Female: I just wanted to know if the United States signed the convention against torture and they gave certain permission for their [state], was it completely different from the definition that that commission had?
Danner: Was what completely different?
Female: The definition of torture.
Danner: Oh, you mean in the documents as opposed to—
Female: Yes.
Danner: Yes, yes, it was. The definition in the UN documents and in the convention—I should be able to cite it verbatim, but I can’t—it’s something like the imposition, under color of law, of severe pain or mental suffering in order to achieve some end, including the extraction of information. So it’s a fairly broad definition that certainly would include waterboarding.
And the definition that was used…I mean, essentially what the lawyers did was they looked at words in the law, for example “severe,” and they said, well, what is severe pain anyway? And they arrived at, I think…I don’t think the analysis survives the laugh test.

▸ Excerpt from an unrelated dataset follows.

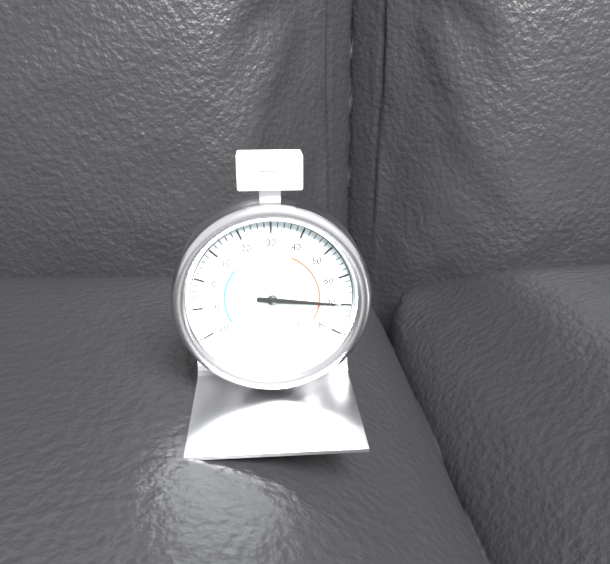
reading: 70 °F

I think you read and are like, are you kidding me? And in fact, it was eventually, when new lawyers came into office, they withdrew this document. They thought it was embarrassing. But they didn’t change their opinion on waterboarding, for example. They contended still that it was legal.
To go back to your question, the definitions were very different in the two documents. But the Bush Administration lawyers relied on a kind of ambiguity in the language. Other questions?
Dmitri: Thank you very much.
Danner: My pleasure. Thank you for inviting me.